Nin sat beneath a lone fig tree and despaired. How had it come to this? How had he been led astray? What was preventing him from finding the truth that lies buried at the heart of the world?
Was there some flaw in him?
And for the first time in his life, Nin considered letting go of the little truth that beat within his heart, the little truth that had always guided him and spurred him onward. He had lost everything else, why did he cling to this truth within his heart?
The arctic hare had said that all hearts beat. The bluebird had said that all seekers seek. Yet he clung to the little truth in his heart, like it was a precious pearl… What claim of ownership did he have over such a beautiful wondrous tiny thing?
And as he wrestled with these thoughts, clouds gathered. The sky flashed with lightning.
“Perhaps,” thought Nin, ignoring the light and the thunder, “It is time to shed this last desire, this desire I call ‘seeking’. It has outgrown its usefulness. Perhaps at one point it was good and useful, at one point it lead me to wisdom and knowledge and compassion. But now this same desire impedes me.”
Stolen from Royal Road, this story should be reported if encountered on Amazon.
The sky burst open and a prodigious rain descended, as if the sky itself was determined on stopping Nin, on halting his progress. The fig tree was whipped about, leaves were stripped from branches. The rain fell in sheets.
Still, Nin refused to move. “Damn it all!” he cried. “It has lead me around by the nose and gotten me nowhere!”
A cobra, moved by Nin’s plight, approached him and sheltered him with its hood. The rain streaked down the snake’s body, but the rabbit stayed dry.
“This desire to seek the little truth that beats within my heart has utterly consumed my life!” thought Nin. “I have made it the core of me, I have let it define me. I have let it become my ego! Well no more! I curse it, I renounce it!”
The storm raged for days, and all the while the cobra sheltered him. From the pouring rain and the bitter wind and the chilling cold. Nin fell into a deep dream-like trance. And in his dream he dreamed of many things.
Nin dreamed he was a human, eating rabbit stew over a roaring fire. Nin dreamed he was a reed of sweet grass, blowing gently in the breeze.
Nin dreamed he was a white rabbit.
Nin dreamed he was a black rabbit looking for her lost love.
He dreamed he was a raven, a sphinx, a tailless fox, a bluebird.
He dreamed of ten thousand things, and each dream felt like a lifetime.
And after he had lived these ten thousand lives, Nin opened his eyes and found he was someplace new. The fig tree and the cobra were gone, before him lay the endless pale white of a pot-marked landscape.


WORK TO COMPLETE:
When you copy the data that follows, reproduce every word exactly and leave out the images.

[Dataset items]

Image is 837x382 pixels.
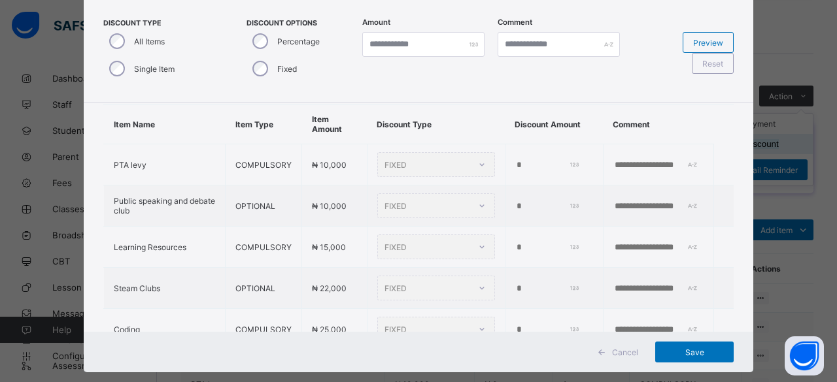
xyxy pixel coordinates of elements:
label: Fixed [277,64,297,74]
th: Comment [603,105,713,144]
th: Item Name [104,105,226,144]
label: Single Item [134,64,175,74]
span: ₦ 15,000 [312,242,346,252]
td: Public speaking and debate club [104,186,226,227]
td: Learning Resources [104,227,226,268]
td: Steam Clubs [104,268,226,309]
td: OPTIONAL [226,186,302,227]
td: COMPULSORY [226,309,302,350]
th: Discount Type [367,105,505,144]
th: Item Amount [302,105,367,144]
span: Cancel [612,348,638,358]
td: Coding [104,309,226,350]
span: Reset [702,59,723,69]
td: PTA levy [104,144,226,186]
label: All Items [134,37,165,46]
span: ₦ 22,000 [312,284,346,293]
button: Open asap [784,337,824,376]
td: COMPULSORY [226,227,302,268]
span: ₦ 10,000 [312,201,346,211]
label: Percentage [277,37,320,46]
td: COMPULSORY [226,144,302,186]
span: Discount Type [103,19,220,27]
label: Comment [497,18,532,27]
span: ₦ 10,000 [312,160,346,170]
span: Save [665,348,724,358]
th: Discount Amount [505,105,603,144]
td: OPTIONAL [226,268,302,309]
th: Item Type [226,105,302,144]
span: Discount Options [246,19,356,27]
span: Preview [693,38,723,48]
span: ₦ 25,000 [312,325,346,335]
label: Amount [362,18,390,27]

RESULT OF THIS EXERCISE:
Image is 837x382 pixels.
xyxy pixel coordinates of elements:
label: Fixed [277,64,297,74]
th: Comment [603,105,713,144]
th: Item Name [104,105,226,144]
label: Single Item [134,64,175,74]
span: ₦ 15,000 [312,242,346,252]
td: Public speaking and debate club [104,186,226,227]
td: Learning Resources [104,227,226,268]
td: Steam Clubs [104,268,226,309]
td: OPTIONAL [226,186,302,227]
td: COMPULSORY [226,309,302,350]
th: Discount Type [367,105,505,144]
th: Item Amount [302,105,367,144]
span: Cancel [612,348,638,358]
td: Coding [104,309,226,350]
span: Reset [702,59,723,69]
td: PTA levy [104,144,226,186]
label: All Items [134,37,165,46]
span: ₦ 22,000 [312,284,346,293]
button: Open asap [784,337,824,376]
td: COMPULSORY [226,227,302,268]
span: ₦ 10,000 [312,201,346,211]
label: Percentage [277,37,320,46]
td: COMPULSORY [226,144,302,186]
span: Discount Type [103,19,220,27]
label: Comment [497,18,532,27]
span: ₦ 10,000 [312,160,346,170]
span: Save [665,348,724,358]
th: Discount Amount [505,105,603,144]
td: OPTIONAL [226,268,302,309]
th: Item Type [226,105,302,144]
span: Discount Options [246,19,356,27]
span: Preview [693,38,723,48]
span: ₦ 25,000 [312,325,346,335]
label: Amount [362,18,390,27]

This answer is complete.